By Slow Degrees: Two Centuries of Social Reproduction and Mobility in Britain
Author(s) -
Lambert Paul,
Prandy Kenneth,
Bottero Wendy
Publication year - 2007
Publication title -
sociological research online
Language(s) - English
Resource type - Journals
SCImago Journal Rank - 0.593
H-Index - 49
ISSN - 1360-7804
DOI - 10.5153/sro.1493
Subject(s) - social mobility , pace , demographic economics , social stratification , sociology , occupational mobility , sample (material) , contrast (vision) , period (music) , term (time) , positive economics , economic geography , social science , geography , economics , chemistry , physics , geodesy , chromatography , quantum mechanics , artificial intelligence , computer science , acoustics
This paper discusses long term trends in patterns of intergenerational socialmobility in Britain. We argue that there is convincing empirical evidence of asmall but steady linear trend towards increasing social mobility throughout theperiod 1800-2004. Our conclusions are based upon the construction and analysisof an extended micro-social dataset, which combines records from an historicalgenealogical study, with responses from 31 sample surveys conducted over theperiod 1963-2004. There has been much previous study of trends in socialmobility, and little consensus on their nature. We argue that this dissensionpartly results from the very slow pace of change in mobility rates, which makesthe time-frame of any comparison crucial, and raises important methodologicalquestions about how long-term change in mobility is best measured. We highlightthree methodological difficulties which arise when trying to draw conclusionsover mobility trends - concerning the extent of controls for life courseeffects; the quality of data resources; and the measurement of stratificationpositions. After constructing a longitudinal dataset which attempts to confrontthese difficulties, our analyses provide robust evidence which challengeshitherto more popular, politicised claims of declining or unchanging mobility.By contrast, our findings suggest that Britain has moved, and continues to move,steadily towards increasing equality in the relationship between occupationalattainment and parental background.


» EXERCISE REQUIREMENTS
In the records, find each line where "Neighborhood" occurs, and copy it.

» DATASET RECORDS
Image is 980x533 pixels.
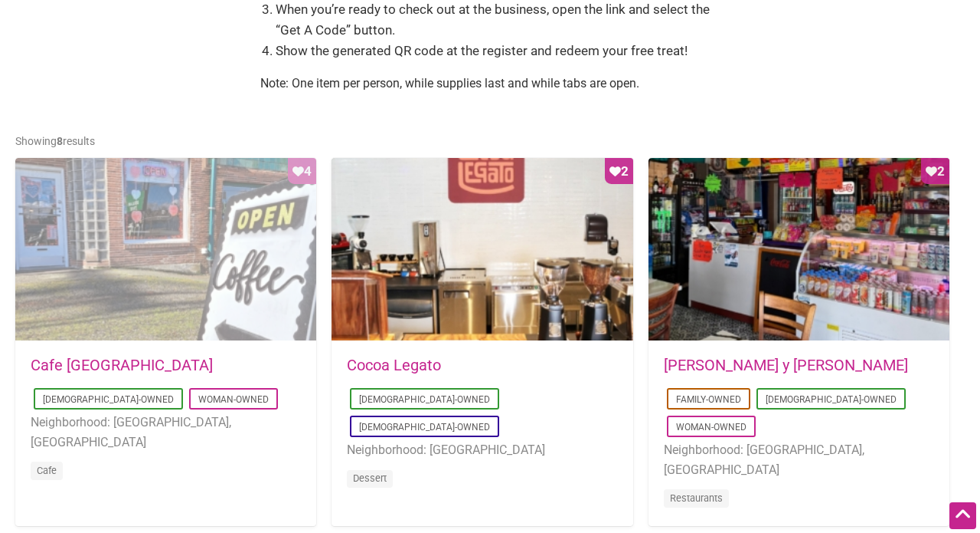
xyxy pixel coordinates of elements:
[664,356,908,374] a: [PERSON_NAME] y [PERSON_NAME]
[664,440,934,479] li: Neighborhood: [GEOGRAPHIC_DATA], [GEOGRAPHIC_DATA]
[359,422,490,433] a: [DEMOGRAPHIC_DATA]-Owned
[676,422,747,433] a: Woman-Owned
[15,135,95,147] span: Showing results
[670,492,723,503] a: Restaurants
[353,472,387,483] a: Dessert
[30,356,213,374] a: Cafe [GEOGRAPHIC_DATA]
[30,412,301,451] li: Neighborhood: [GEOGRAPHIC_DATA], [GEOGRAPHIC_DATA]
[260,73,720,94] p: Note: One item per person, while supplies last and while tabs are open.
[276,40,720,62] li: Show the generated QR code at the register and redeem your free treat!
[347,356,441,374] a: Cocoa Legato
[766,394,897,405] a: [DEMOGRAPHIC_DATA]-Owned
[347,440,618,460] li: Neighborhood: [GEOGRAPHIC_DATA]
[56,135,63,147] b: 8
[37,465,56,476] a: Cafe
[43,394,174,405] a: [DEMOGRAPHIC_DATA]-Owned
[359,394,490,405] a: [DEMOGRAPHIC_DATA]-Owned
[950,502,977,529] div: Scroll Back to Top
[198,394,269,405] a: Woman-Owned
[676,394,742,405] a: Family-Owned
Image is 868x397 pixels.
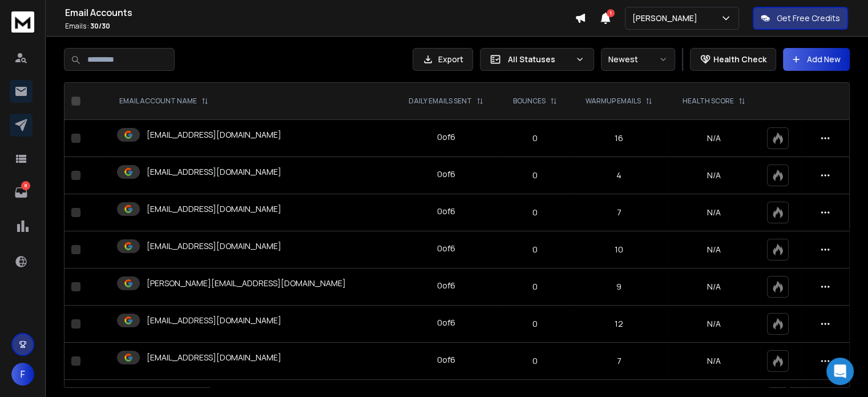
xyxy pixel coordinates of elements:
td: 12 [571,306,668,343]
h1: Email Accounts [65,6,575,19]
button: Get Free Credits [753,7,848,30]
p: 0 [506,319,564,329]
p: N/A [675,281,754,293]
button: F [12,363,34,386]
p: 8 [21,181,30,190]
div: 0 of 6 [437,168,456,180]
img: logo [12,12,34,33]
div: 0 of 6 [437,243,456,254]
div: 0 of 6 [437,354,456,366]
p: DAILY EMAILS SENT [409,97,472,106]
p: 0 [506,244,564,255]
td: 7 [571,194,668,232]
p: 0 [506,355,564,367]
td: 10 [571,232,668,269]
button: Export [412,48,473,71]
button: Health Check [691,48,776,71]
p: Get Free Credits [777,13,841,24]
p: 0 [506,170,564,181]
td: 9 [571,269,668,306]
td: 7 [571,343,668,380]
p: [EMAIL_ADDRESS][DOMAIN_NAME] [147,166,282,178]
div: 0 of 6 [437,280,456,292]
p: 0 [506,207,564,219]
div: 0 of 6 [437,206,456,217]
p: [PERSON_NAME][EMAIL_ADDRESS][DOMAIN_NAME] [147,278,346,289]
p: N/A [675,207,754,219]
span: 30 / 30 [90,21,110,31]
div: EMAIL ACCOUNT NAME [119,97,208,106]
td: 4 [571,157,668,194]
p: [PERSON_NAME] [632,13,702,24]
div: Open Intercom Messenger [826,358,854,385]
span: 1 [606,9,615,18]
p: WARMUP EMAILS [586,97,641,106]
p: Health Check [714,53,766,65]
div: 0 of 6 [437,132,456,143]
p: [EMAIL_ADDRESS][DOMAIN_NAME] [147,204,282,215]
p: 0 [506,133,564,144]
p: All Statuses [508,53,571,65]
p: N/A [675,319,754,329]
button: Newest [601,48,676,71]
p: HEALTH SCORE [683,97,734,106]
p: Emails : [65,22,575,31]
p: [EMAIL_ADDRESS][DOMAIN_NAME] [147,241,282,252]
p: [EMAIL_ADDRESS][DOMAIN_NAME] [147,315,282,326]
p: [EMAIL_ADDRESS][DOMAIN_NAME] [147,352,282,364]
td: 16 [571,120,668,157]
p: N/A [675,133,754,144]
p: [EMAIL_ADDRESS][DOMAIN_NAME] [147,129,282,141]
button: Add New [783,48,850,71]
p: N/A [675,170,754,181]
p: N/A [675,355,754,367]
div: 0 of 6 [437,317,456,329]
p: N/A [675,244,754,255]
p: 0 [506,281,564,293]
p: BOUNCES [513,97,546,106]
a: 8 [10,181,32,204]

» TASK SOLUTION
[664,440,934,479] li: Neighborhood: [GEOGRAPHIC_DATA], [GEOGRAPHIC_DATA]
[30,412,301,451] li: Neighborhood: [GEOGRAPHIC_DATA], [GEOGRAPHIC_DATA]
[347,440,618,460] li: Neighborhood: [GEOGRAPHIC_DATA]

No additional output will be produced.